Nigerian police detained at least 67 guests at a gay wedding at around 2 a.m. on Monday in southern Delta state’s Ekpan. State police spokesman Bright Edafe told reporters that homosexuality “will never be tolerated” in Nigeria.
Initially, 200 guests were arrested at the hotel in Ekpan where the wedding took place, but after investigations, 67 were detained.
“On my way going to the event, police attacked me and took me to the police station,” he said. “They said I have committed an offense while dressed like this but I don’t know if cross-dressing is against the constitution of the land,” one suspect said, according to ABC.
In Nigeria, the Same Sex Marriage Prohibition Act carries up to 14 years in jail for gay individuals, and so, unfortunately, arrests of gay people are all too common. Accomplices also face 10 years in prison. Monday’s arrest is one of the country’s largest targeted arrests against homosexuality.
“The amazing part of it was that we saw two suspects, and there is a video recording where they were performing their wedding ceremony. We are in Africa and we are in Nigeria. We cannot copy the Western world because we don’t have the same culture,” Bright Edafe said.
“This is not something that will be allowed in Nigeria,” he added, noting that the suspects will be charged in court at the end of the investigation.
Amnesty International’s Nigeria office condemned the arrests and called for “an immediate end to this witch-hunt.”
“In a society where corruption is rampant, this (same-sex) law banning same sex relationships is increasingly being used for harassment, extortion and blackmail of people,” Isa Sanusi, the organization’s director in Nigeria, told The Associated Press.
Nigeria is one of a growing list of African countries that have anti-LGBTQ laws that criminalize same-sex relationships. Uganda recently signed a new law that carries a death penalty for some “homosexual offenses.”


**ASSIGNMENT:** Restate the following data in its entirety, word for word and without images.

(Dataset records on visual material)

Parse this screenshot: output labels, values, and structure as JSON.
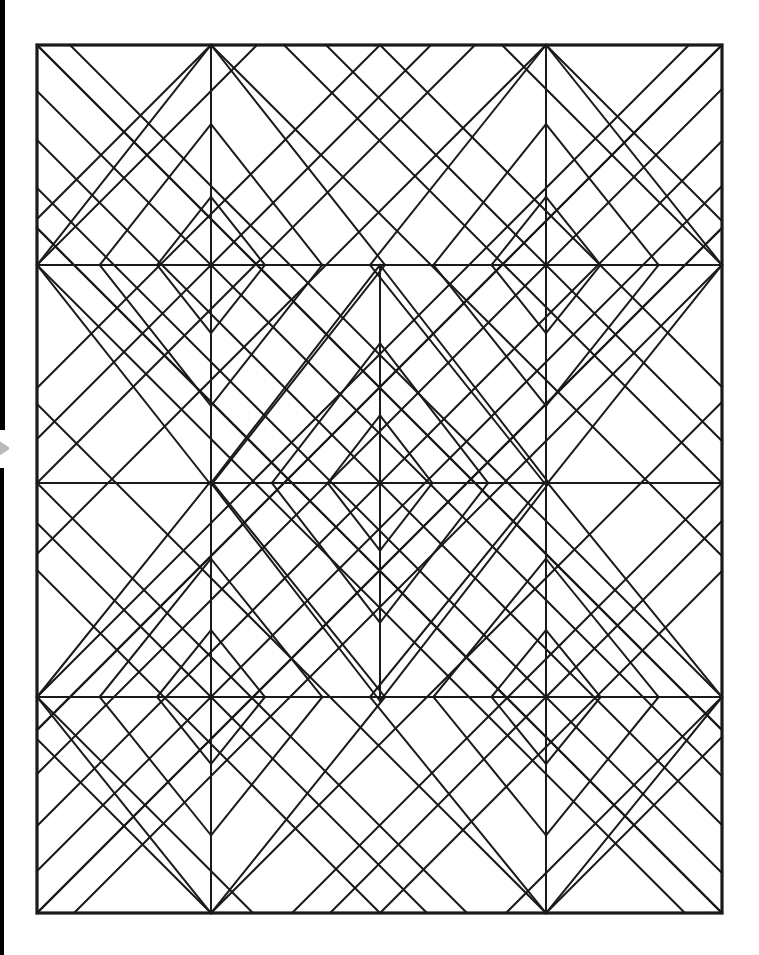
{
  "document": {
    "kind": "line-drawing",
    "title": "Geometric quilt block pattern",
    "background_color": "#ffffff",
    "ink_color": "#1a1a1a",
    "page_width": 759,
    "page_height": 955
  },
  "scan_artifacts": {
    "left_edge_color": "#000000",
    "left_edge_top": {
      "x": 0,
      "y": 0,
      "width": 5,
      "height": 436
    },
    "left_edge_bottom": {
      "x": 0,
      "y": 462,
      "width": 4,
      "height": 493
    },
    "notch_color": "#b9b9b9"
  },
  "chart_data": {
    "type": "diagram",
    "frame": {
      "x1": 37,
      "y1": 45,
      "x2": 722,
      "y2": 913
    },
    "frame_stroke_width": 3.2,
    "line_stroke_width": 2.0,
    "grid_x": [
      37,
      211,
      380,
      546,
      722
    ],
    "grid_y": [
      45,
      265,
      483,
      697,
      913
    ],
    "star_nodes": [
      {
        "x": 211,
        "y": 265,
        "rays": 8
      },
      {
        "x": 546,
        "y": 265,
        "rays": 8
      },
      {
        "x": 380,
        "y": 483,
        "rays": 8
      },
      {
        "x": 211,
        "y": 697,
        "rays": 8
      },
      {
        "x": 546,
        "y": 697,
        "rays": 8
      }
    ],
    "diamond_centers": [
      {
        "cx": 211,
        "cy": 265,
        "rx": 174,
        "ry": 220
      },
      {
        "cx": 546,
        "cy": 265,
        "rx": 176,
        "ry": 220
      },
      {
        "cx": 380,
        "cy": 483,
        "rx": 169,
        "ry": 218
      },
      {
        "cx": 211,
        "cy": 697,
        "rx": 174,
        "ry": 216
      },
      {
        "cx": 546,
        "cy": 697,
        "rx": 176,
        "ry": 216
      }
    ],
    "ring_fractions": [
      0.31,
      0.64,
      1.0
    ],
    "horizontal_rules_y": [
      265,
      483,
      697
    ],
    "vertical_rules_x": [
      211,
      546
    ],
    "block_columns": 2,
    "block_rows": 3
  }
}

**RESPONSE BELOW:**
Parse this screenshot: output labels, values, and structure as JSON.
{
  "document": {
    "kind": "line-drawing",
    "title": "Geometric quilt block pattern",
    "background_color": "#ffffff",
    "ink_color": "#1a1a1a",
    "page_width": 759,
    "page_height": 955
  },
  "scan_artifacts": {
    "left_edge_color": "#000000",
    "left_edge_top": {
      "x": 0,
      "y": 0,
      "width": 5,
      "height": 436
    },
    "left_edge_bottom": {
      "x": 0,
      "y": 462,
      "width": 4,
      "height": 493
    },
    "notch_color": "#b9b9b9"
  },
  "chart_data": {
    "type": "diagram",
    "frame": {
      "x1": 37,
      "y1": 45,
      "x2": 722,
      "y2": 913
    },
    "frame_stroke_width": 3.2,
    "line_stroke_width": 2.0,
    "grid_x": [
      37,
      211,
      380,
      546,
      722
    ],
    "grid_y": [
      45,
      265,
      483,
      697,
      913
    ],
    "star_nodes": [
      {
        "x": 211,
        "y": 265,
        "rays": 8
      },
      {
        "x": 546,
        "y": 265,
        "rays": 8
      },
      {
        "x": 380,
        "y": 483,
        "rays": 8
      },
      {
        "x": 211,
        "y": 697,
        "rays": 8
      },
      {
        "x": 546,
        "y": 697,
        "rays": 8
      }
    ],
    "diamond_centers": [
      {
        "cx": 211,
        "cy": 265,
        "rx": 174,
        "ry": 220
      },
      {
        "cx": 546,
        "cy": 265,
        "rx": 176,
        "ry": 220
      },
      {
        "cx": 380,
        "cy": 483,
        "rx": 169,
        "ry": 218
      },
      {
        "cx": 211,
        "cy": 697,
        "rx": 174,
        "ry": 216
      },
      {
        "cx": 546,
        "cy": 697,
        "rx": 176,
        "ry": 216
      }
    ],
    "ring_fractions": [
      0.31,
      0.64,
      1.0
    ],
    "horizontal_rules_y": [
      265,
      483,
      697
    ],
    "vertical_rules_x": [
      211,
      546
    ],
    "block_columns": 2,
    "block_rows": 3
  }
}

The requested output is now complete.